Here I would like to share some of these stories, all of which either started out as or are tidied-up versions of the writing that grew from those sessions.

Where am I?

This story started out as a bad day at work, the sort we all experience from time to time when we catch ourselves in a moment of clarity and seem to understand our lives as an observer. Participating in day-to-day life is hard and doing it successfully is something we should celebrate.

Read the full story

Mindscape

I wrote this towards the end of 2016 whilst trying to answer a fundamental question: ‘why have I not yet released my website?’ Some of the short stories and aloc:: have been ready, more or less, for years, but have never been seen. I knew I was frightened but had utterly lost track of that fear. If it weren’t for ‘Mindscape,’ this site wouldn’t exist.

Read the full story

The Story of Noun

During a difficult period in 2013, I had a dream that woke me up. I very rarely remember my dreams but this one stained my mind and seemed to colour my waking thoughts as much as my slumber. This story came out of that dream and was the turning point at which my subconscious revealed itself as a force for good and reignited my sense of humour.
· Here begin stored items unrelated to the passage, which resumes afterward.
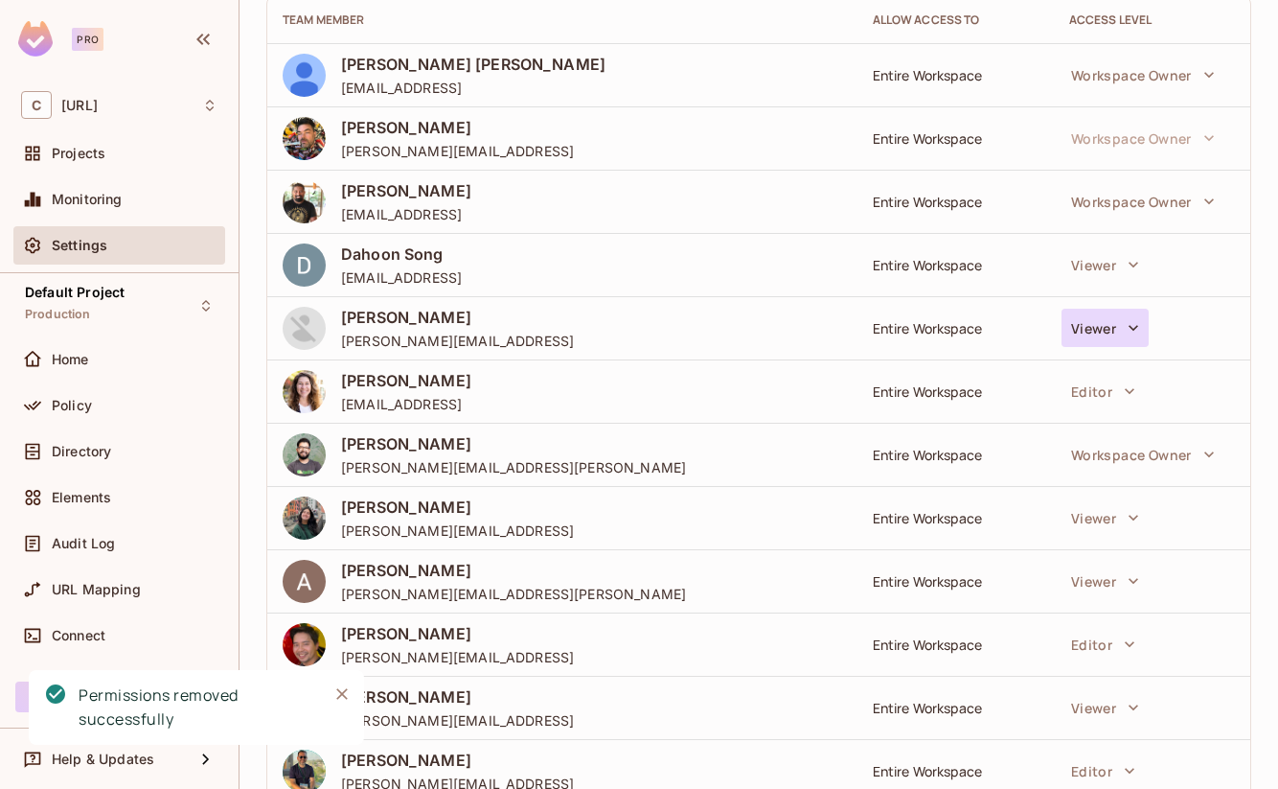 This screenshot has width=1278, height=789. What do you see at coordinates (81, 497) in the screenshot?
I see `span: Elements` at bounding box center [81, 497].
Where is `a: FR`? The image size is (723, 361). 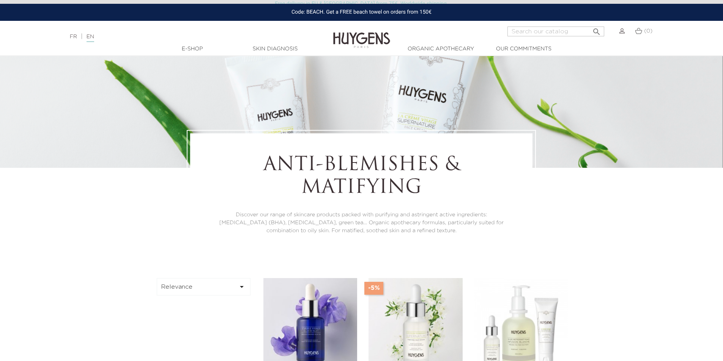 a: FR is located at coordinates (73, 37).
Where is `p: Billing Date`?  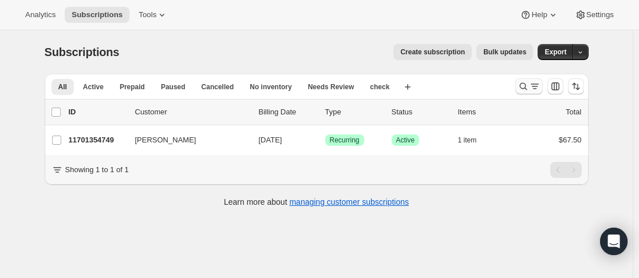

‘The Story of Noun’ is dedicated to Neal Gething.

Read the full story

The Quarry

My mother died suddenly and unexpectedly in April 2015. As she was only 66, it was a terrible shock to us all. My third and youngest child was only seven weeks old when she left us and the combination of mourning, tiredness, new-parent joy and stress as well as all the other peripheral issues of the modern world, rendered me helpless by that July. My mind was a very noisy place during this time for reasons best left for another story, but cutting through it all, a constant burden on the edges of my thoughts, was the image of a bear in a cage. This isn’t the only story about that bear or that cage, but it was the point at which grief stopped being mania and turned to manageable sadness. It’s one of my darker tales, but it grew from a knowledge of hope.